Getting started with Angular 11.

A Typescript based front-end framework

Getting started with Angular 11.

Why Angular?

Numerous articles compare Angular vs React or Angular vs Vue. I won't dive deep and explain the good side and the bad side of each framework. I am not a die-hard fan of any of these frameworks or libraries. They all have their strengths and weaknesses. What matters is that they get the job done pretty well in their respective fields.

  • I chose to learn angular because of its stability. In a world where we depend on developer tools to bootstrap our app, having a stable dependency tree is critical.

  • I didn't want to learn a ton of different libraries to do something in the DOM. Angular is shipped as a framework thus all the tools you need, you have them. Just find the time to learn.

What really got me hooked with Angular is the CLI it comes with. Yes, the learning curve of Angular is steep as routing, components, service e.t.c are all bundled into one. If you are a beginner, it is really overwhelming as you find some code snippets you don't know. Trying to decipher these code snippets just shoves you down to a deeper hole without understanding the core concepts. The first thing I suggest for any beginner, read the docs. It has a very comprehensive guide on the framework and a tutorial guide that walks you through all the main concepts of angular.

Setting Up Angular 11 for Development.

Prerequisites.

  • Install NodeJs on your development machine.

  • A package manager. Node comes bundled with npm by default. If not then install npm or yarn for package management.

Installing Angular

From the terminal or command line. Use sudo if you are on Unix systems.

npm install -g @angular/cli

Create an Angular app

Navigate to a directory you want to start a new Angular project then run this in the terminal. Replace <project-name> with the name of your project or app.

ng new <project-name>

The angular CLI will build a basic Angular app with this file structure.

2021-03-09_18-13.png

The root directory contains configuration files and folders needed by Angular.

  • .git - for your version control system.
  • e2e - for end to end testing.
  • node_modules - keeps all the packages your app needs.
  • src - this is where you write your application code.
  • .browserslistrc - lists supported web browsers for your app.
  • .editorconfig - configuration for your editor to maintain a uniform coding style.
  • .gitignore - list files you don't want to be pushed to a remote git repository.
  • angular.json - provides configuration tools for build and development with Angular CLI.
  • karma.conf.js - configurations for testing.
  • package-lock.json - lists a dependency tree of all your dependencies and their child dependencies in the package.json.
  • package.json - this is a manifest for your project. From scripts to dependencies your app needs.
  • README - contains markdown of commands you can use with the CLI. You can modify it to your needs.
  • tsconfig.app.json - typeScript configuration for code in the app directory.
  • tsconfig.json - specifies the root files and the compiler options required to compile the project.
  • tsconfig.spec.json - typeScript configuration for the application tests.
  • tslint.json - configuration for lint and formatting rules.

Closing Remarks

Most of your will be spent inside the src folder but it is good practice to know. I hope I did a good job explaining. Thank you for reading and have a wonderful and productive day 👋.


**Work item:**
Print, exactly as they stand, the lines below from the one that has "is (1085, 523)." to the one that has "Task: Click on the svg: Email", inclusive, leaving out the pictures.

(Data supplied)

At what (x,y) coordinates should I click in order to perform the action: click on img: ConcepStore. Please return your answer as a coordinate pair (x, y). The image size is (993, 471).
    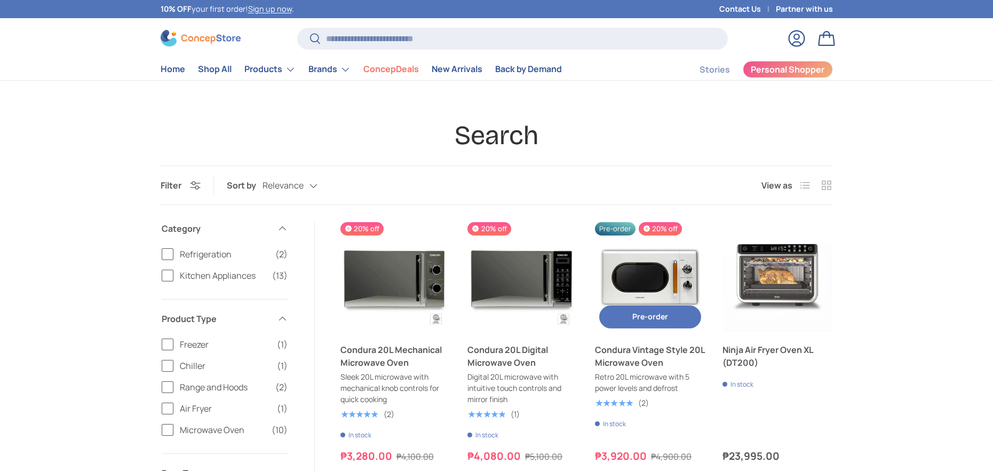
    Looking at the image, I should click on (201, 38).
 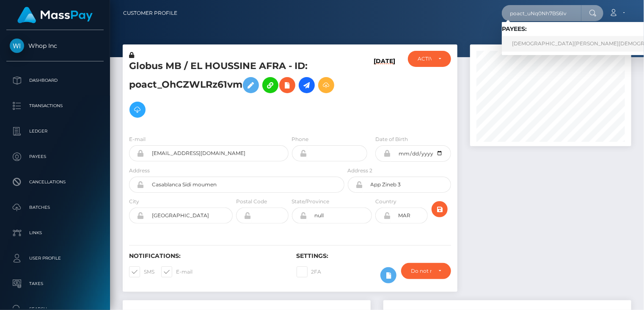 What do you see at coordinates (235, 91) in the screenshot?
I see `h5: Globus MB / EL HOUSSINE AFRA - ID: poact_OhCZWLRz61vm` at bounding box center [235, 91].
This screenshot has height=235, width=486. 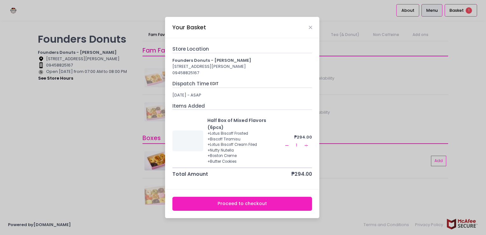 What do you see at coordinates (242, 204) in the screenshot?
I see `button: Proceed to checkout` at bounding box center [242, 204].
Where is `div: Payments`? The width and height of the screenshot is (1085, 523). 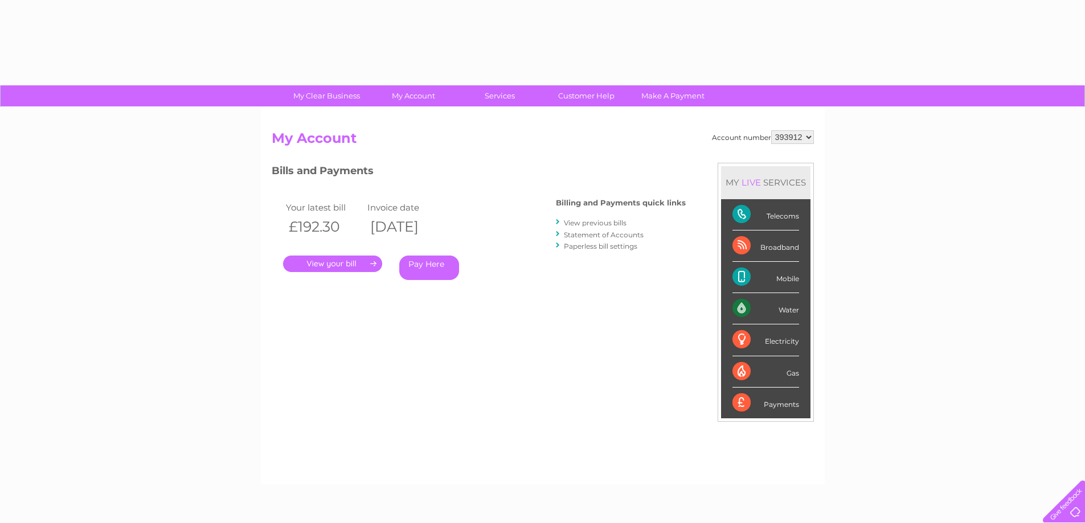
div: Payments is located at coordinates (765, 403).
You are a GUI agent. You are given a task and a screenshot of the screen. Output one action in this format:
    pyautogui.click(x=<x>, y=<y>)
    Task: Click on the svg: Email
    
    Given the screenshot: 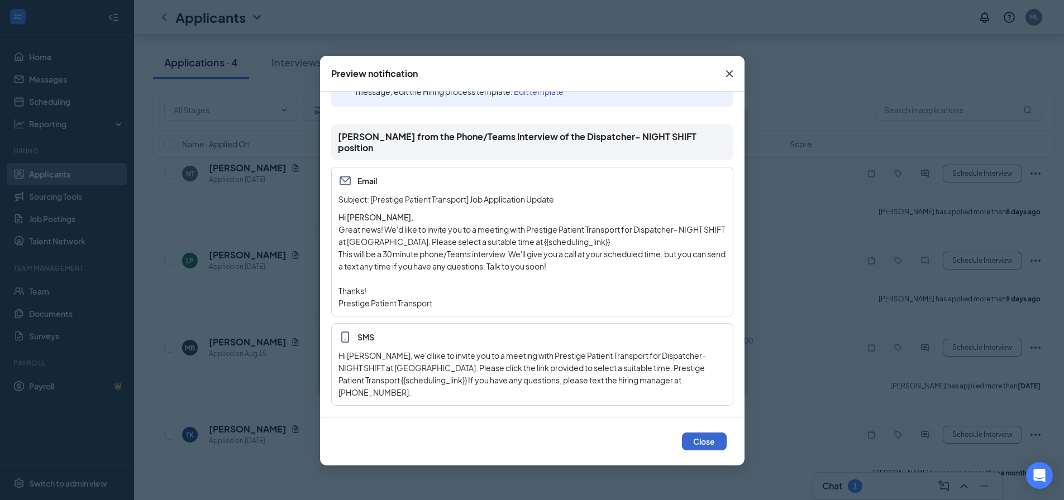 What is the action you would take?
    pyautogui.click(x=345, y=181)
    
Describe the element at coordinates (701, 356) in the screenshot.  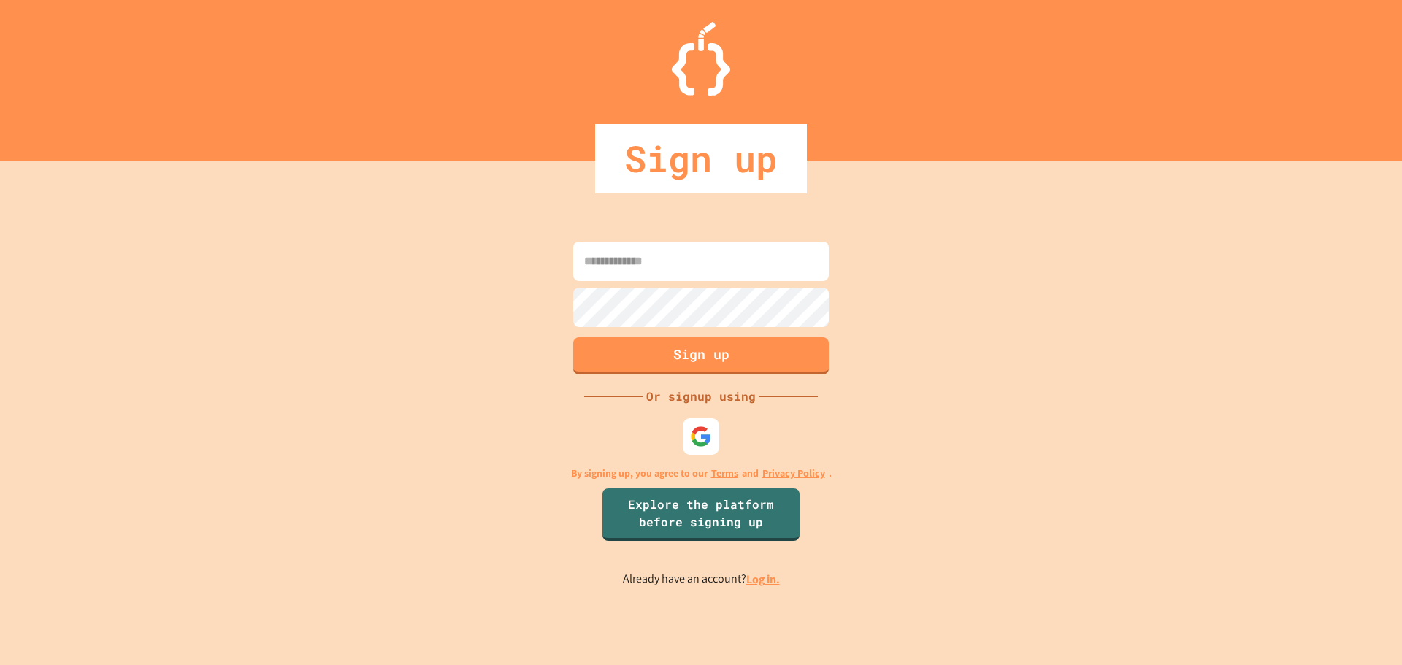
I see `button: Sign up` at that location.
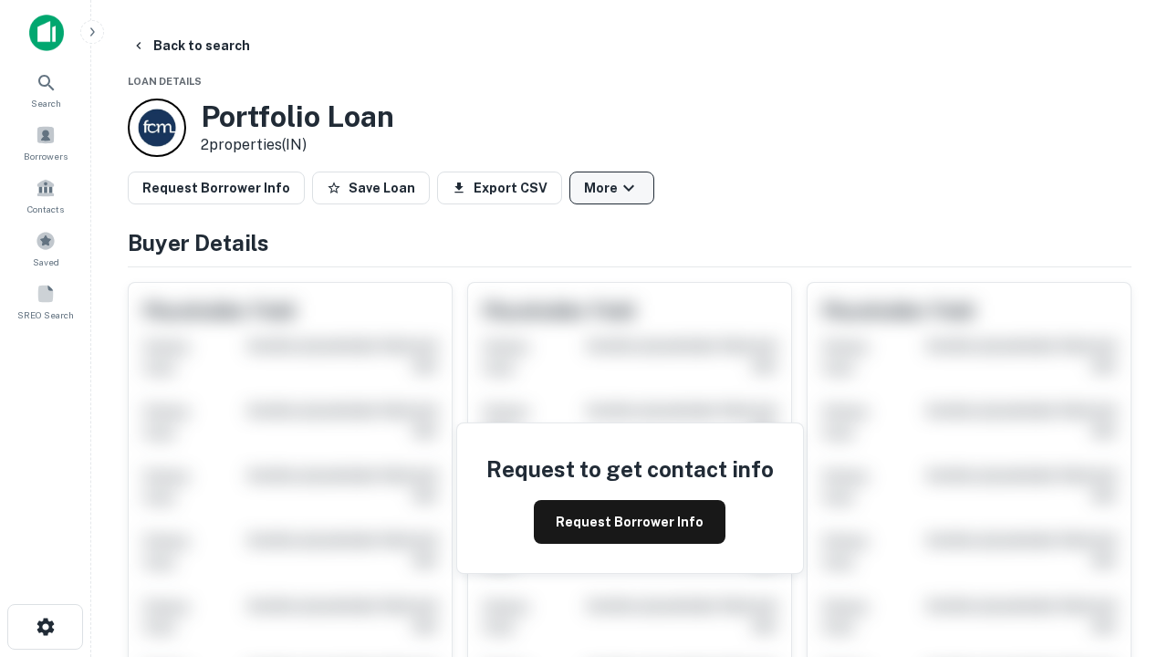  Describe the element at coordinates (46, 89) in the screenshot. I see `a: Search` at that location.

(End Data supplied)

**Response area:**
Where is `div: Payments`? The width and height of the screenshot is (1085, 523). 
div: Payments is located at coordinates (765, 403).
You are a GUI agent. You are given a task and a screenshot of the screen. Output one action in this format:
    pyautogui.click(x=<x>, y=<y>)
    Task: Click on the svg: Email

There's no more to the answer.